With approval from registrars at Juilliard and Columbia, the professor agreed to let Ferguson into his class — but, he said, he’d treat her just like his doctoral students, without slack. One class turned into two, then three.

Even as Ferguson went full-throttle into a music career, she wouldn’t wholly abandon epidemiology. Juilliard students have the option to propose an honors thesis to achieve scholastic distinction within their degrees. For her project, Ferguson looked into New York City’s public-health records, tracing incidences of syphilis and access to medical treatment in each of Manhattan’s zip codes and examining ways to use the arts as a conduit for effective public-health messaging — a project, Guzelimian says, of unprecedented scope and impact.

Ferguson has continued to weave her academic prowess into her musical activities. When she was named to WQXR’s Artist Propulsion Laboratory in 2022, she pitched a podcast series to replace the usual on-air Q&A that artists usually produce. WQXR Chief Content Officer Ed Yim and Associate Producer Max Fine were impressed but limited her to one topic for her four-episode series. She chose what was nearest to her heart: music and medicine. More specifically, she planned to investigate the effects of syphilis on the classical music world.

In each episode of This Composer Is Sick, Ferguson would dive into the life of one stricken composer, drawing a through-line from their disease to their music to bits of their life’s story. On air, the flutist had that cool, mellifluous NPR tone, and her interplay with her invited musicologists and infectious disease experts was informative but lighthearted. But most of all, the program was a way to raise awareness. The pandemic saw a silent spike in syphilis cases; Ferguson wanted to use her platform to destigmatize the disease and encourage people to seek help.

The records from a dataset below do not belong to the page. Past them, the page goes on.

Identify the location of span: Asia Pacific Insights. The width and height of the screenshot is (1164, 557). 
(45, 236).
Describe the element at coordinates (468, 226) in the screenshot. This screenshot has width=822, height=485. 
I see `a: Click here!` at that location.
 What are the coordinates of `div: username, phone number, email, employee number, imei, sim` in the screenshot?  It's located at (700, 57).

“Emi is the ultimate connector,” said Yim. “She connects with human curiosity and spirit so well, and she does it all through her experiences as a performer.”

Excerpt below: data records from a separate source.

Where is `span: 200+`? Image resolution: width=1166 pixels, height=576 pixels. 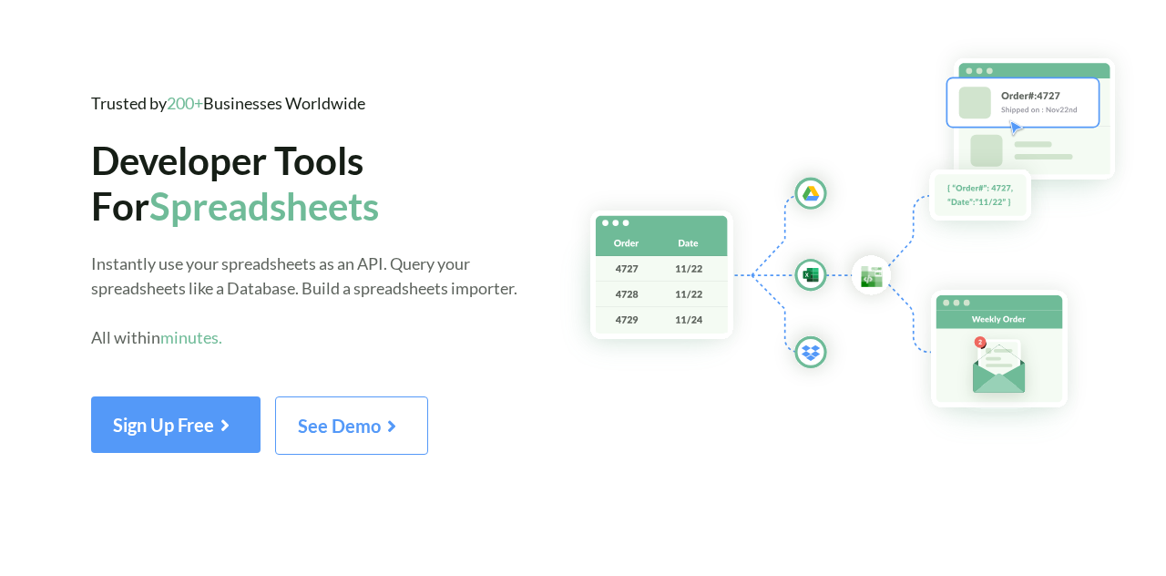 span: 200+ is located at coordinates (185, 103).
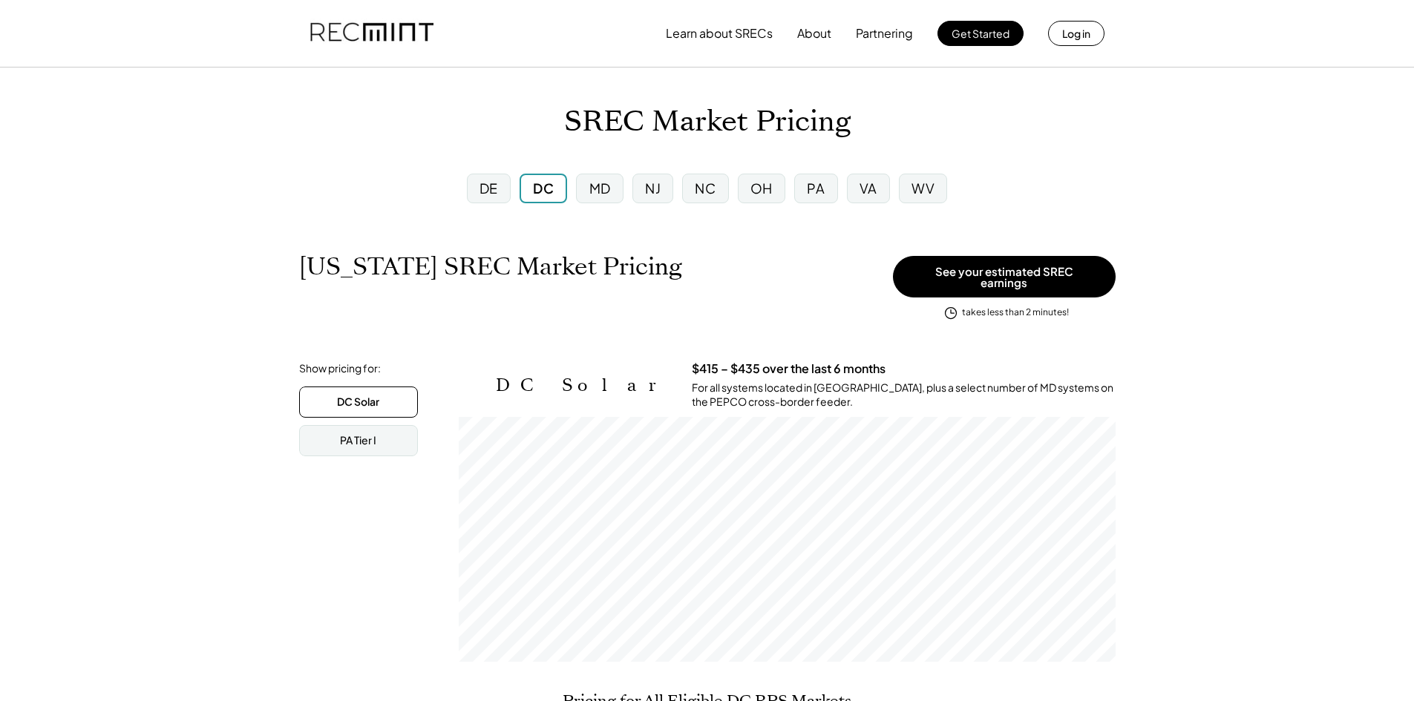  I want to click on div: WV, so click(923, 188).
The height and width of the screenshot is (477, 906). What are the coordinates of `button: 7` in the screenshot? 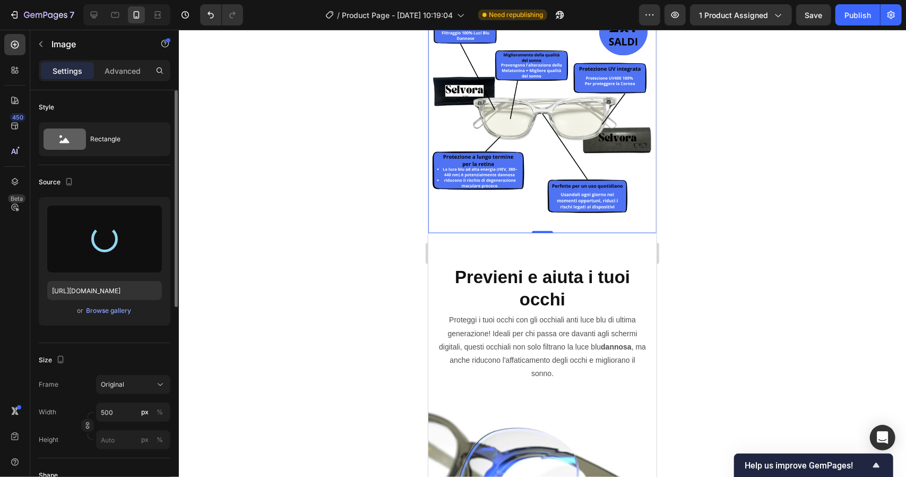 It's located at (41, 15).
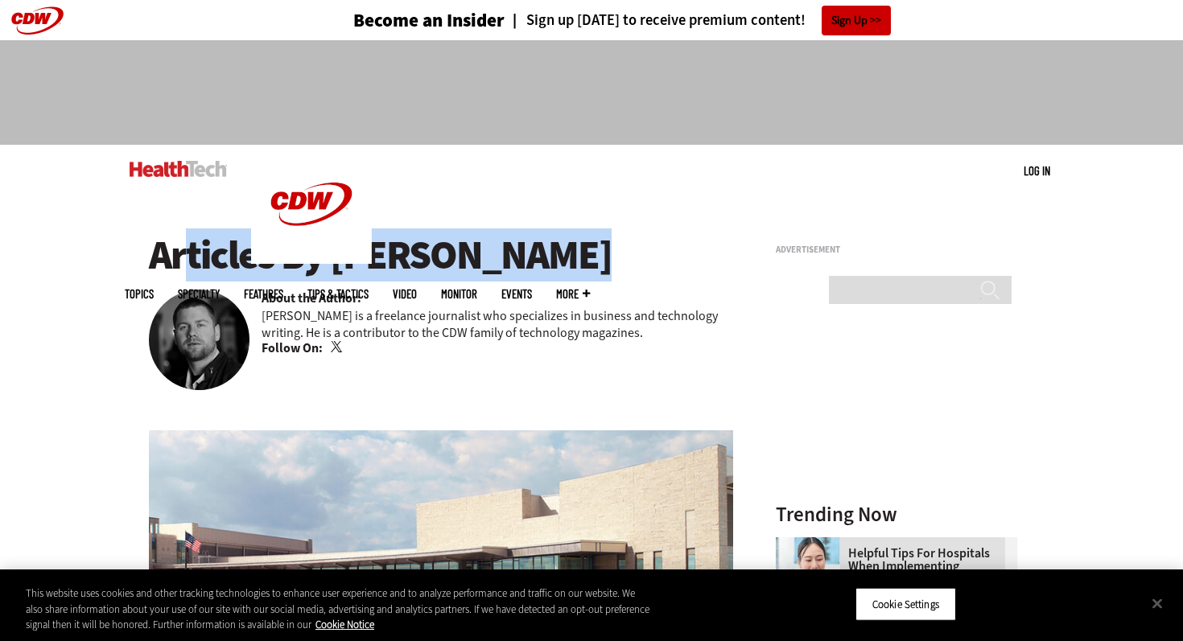 The width and height of the screenshot is (1183, 641). Describe the element at coordinates (338, 348) in the screenshot. I see `a: Twitter` at that location.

Ferguson in AMOC’s 2019 atmospheric production of Hans Werner Henze’s opera ‘El Cimerron’ (Photo by Stephanie Berger)

As the classical world continues to take notice of Ferguson’s polymath activities, her future shines ever brighter. Her $25,000 Avery Fisher Career Grant will help to fund her next recording project with Ruckus, in which the ensemble will “give the Fly the Coop treatment” to Telemann’s unaccompanied flute fantasias and new orchestrations of György Ligeti’s early-1950s piano tome Musica ricercata.

Farther afield, Ferguson will also pilot a Baroque series for the Santa Barbara-based chamber music collective Camerata Pacifica — her two performances will span from Bach to Bolivian Baroque to airs de cour. “Ferguson’s programming is so creative. She’s a phenomenon, a force of nature,” said Artistic Director Adrian Spence. “And when she’s onstage, she’s joy personified.”

Ferguson stepped down from her ear-training post at Juilliard this past year, but she remains an educator, both on her own and as part of AMOC. She doesn’t do much private teaching — it’s a huge responsibility, she says — but serves as a composition consultant of sorts. After all, her deep experience with the Baroque “stick with holes” gives her a unique perspective on how to write for the modern instrument.

Ferguson has consigned herself to the busy life. Nights when she sleeps in her own Harlem bed are rare. Bona fide days off, even rarer. But she’s grateful her made-up niche has grown with her.

“What I’m doing now — a bit of this, a bit of that — was not valued while I was a student. I’m very privileged to get to do something that I love, even when I’m tearing my hair out.”

Emery Kerekes is a writer and arts administrator based in New York. Winner of the 2022 Rubin Prize in Music Criticism. He works in The Metropolitan Museum of Art’s Department of Live Arts.